(Note: This post is largely directed at my liberal and progressive friends. Yes, I have those, just like I have Libertarian and conservative friends. If your entire social circle shares one political viewpoint, you don’t live in the real world, you live in an echo chamber. Conservative friends: please refrain from “LIBRULS ARE TEH STOOPID!!!1!!ONE!! type comments.)
When it comes to pushing gun control legislation, heavy-handed propaganda is generally excused or justified by a lot of Progressives because it serves the right cause and goal.
- Among the many half-truths and outright manipulative falsehoods in Bowling for Columbine, Michael Moore tries to show the extent of redneck gun-nuttery by making it look like he got a rifle at the bank where he opened his account. (The bank had advertised a free rifle with new accounts, but the transaction still had to go through a local gun dealer, background check and all.) In his version, he walks out of the bank with the rifle in hand, as if they handed it to him in there.
- Colorado Rep. Diana DeGette, lead Democratic sponsor of a bill to introduce a magazine capacity limit, has no idea how ammunition magazines actually work–that they’re not disposable one-time use items, but reusable containers that can be filled with ammunition over and over. She thinks banning them will make shooters “run out of bullets to shoot.”
- Rep. Carolyn McCarthy, when asked about the “barrel shroud” feature she wants to see banned on rifles, describes it (laughably incorrectly) as a “shoulder thing that goes up”, meaning a collapsible stock on a particular shotgun model.
- The President of the United States claims that the Newtown shooting was committed with a “fully automatic weapon”, which is simply not the case. (Adam Lanza used a semi-automatic rifle that fires one shot per trigger pull.)

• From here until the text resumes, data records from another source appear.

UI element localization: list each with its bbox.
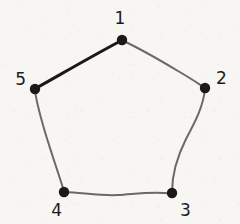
paper-background [0, 0, 240, 224]
vertex-dot-4 [59, 187, 69, 197]
vertex-dot-3 [167, 188, 177, 198]
vertex-dot-1 [117, 35, 127, 45]
vertex-label-3: 3 [180, 200, 191, 220]
vertex-dot-2 [200, 83, 210, 93]
pentagon-diagram-canvas: 1 2 3 4 5 [0, 0, 240, 224]
vertex-dot-5 [30, 84, 40, 94]
vertex-label-5: 5 [15, 69, 26, 89]
pentagon-figure: 1 2 3 4 5 [0, 0, 240, 224]
vertex-label-1: 1 [115, 8, 126, 28]
vertex-label-4: 4 [51, 200, 62, 220]
vertex-label-2: 2 [216, 68, 227, 88]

- Gabby Giffords’ husband is observed buying the same type of weapon he is lobbying to ban, and then claims he recorded the transaction to “show the country how easy it is to pass a background check.” He fails to mention that he was unable to buy a gun on his first try (because he didn’t have a valid Arizona ID), and that the dealer refused to let him take possession of the rifle because he answered a question on the background check form incorrectly (he claimed that he wanted to donate the rifle to the local police department, which means he lied on the “straw sale” question of the federal background check form that asks whether you are the actual buyer of the firearm.) The system not only worked as intended, deliberately lying on the federal form resulted in a refused sale. But showing that would have invalidated Capt. Kelly’s entire argument (which was most likely bogus to begin with, so he either lied to the dealer or the public/media.)
- The lead gun control advocacy group in the United States muses that the public’s confusion about the difference between fully automatic machine guns and semi-automatic rifles (“anything that looks like a machine gun is assumed to work like one”) can only help the support for laws that ban the semi-automatic rifles.
- The constant invoking of “unlicensed dealers” at gun shows that can sell guns to anyone without background checks. (There’s no such thing as an “unlicensed dealer”–they mean gun show patrons who bring a rifle or pistol of their own to sell to another private party in the parking lot or while wandering the show floor, not the dealers at the show who have to do a federal background check on every buyer.)
- The claim that guns are “less regulated than teddy bears”, when guns are the only consumer product in the country whose purchase requires a federal background check for every single retail transaction.
If you support restrictions or outright bans on private arms anyway, stuff like that may not be a big deal to you–after all, it only serves to help restrict gun ownership, and any measure that gets us down the road a bit is a good one, right?
Well, you’re actually harming the rest of the progressive agenda by using or supporting such tactics, because they harm your credibility.
If you push legislation on a social issue with arguments that are demonstrably wrong (as in “provably non-factual”), obviously ignorant, and deliberately deceptive, how are people supposed to believe that your arguments are factual, informed, and objective in any other policy debate?
If you think it’s no big deal to get your facts wrong, be ignorant about the issue at hand, and intentionally deceive people into voting your way when it comes to gun control, why should the fence-sitters and the opposition believe that you don’t play loose with the facts when it comes to climate change, energy policy, social justice, economic policies, or any of the other items on the progressive agenda? How can you be surprised when your efforts on, say, climate change are met with suspicion and outright hostility from the other side, and they accuse you of misrepresenting the data to push an agenda? After all, you’ve already set a precedent for that.
Truth and reality don’t need misinformation. If you misrepresent the facts to achieve a legislative goal, you harm your own agenda and show contempt for the electorate. That goes for both sides, liberal and conservative alike. Liberals would greatly resist legislation on reproductive rights pushed by people who refer to the penis as the “jizz spigot” and describe the act of sex like a kindergartner who has caught bits and snippets from her parents here and there. They can’t be surprised when Conservatives oppose legislation on gun rights pushed by people who know little or nothing about guns (and who actually consider their ignorance on the subject a virtue.)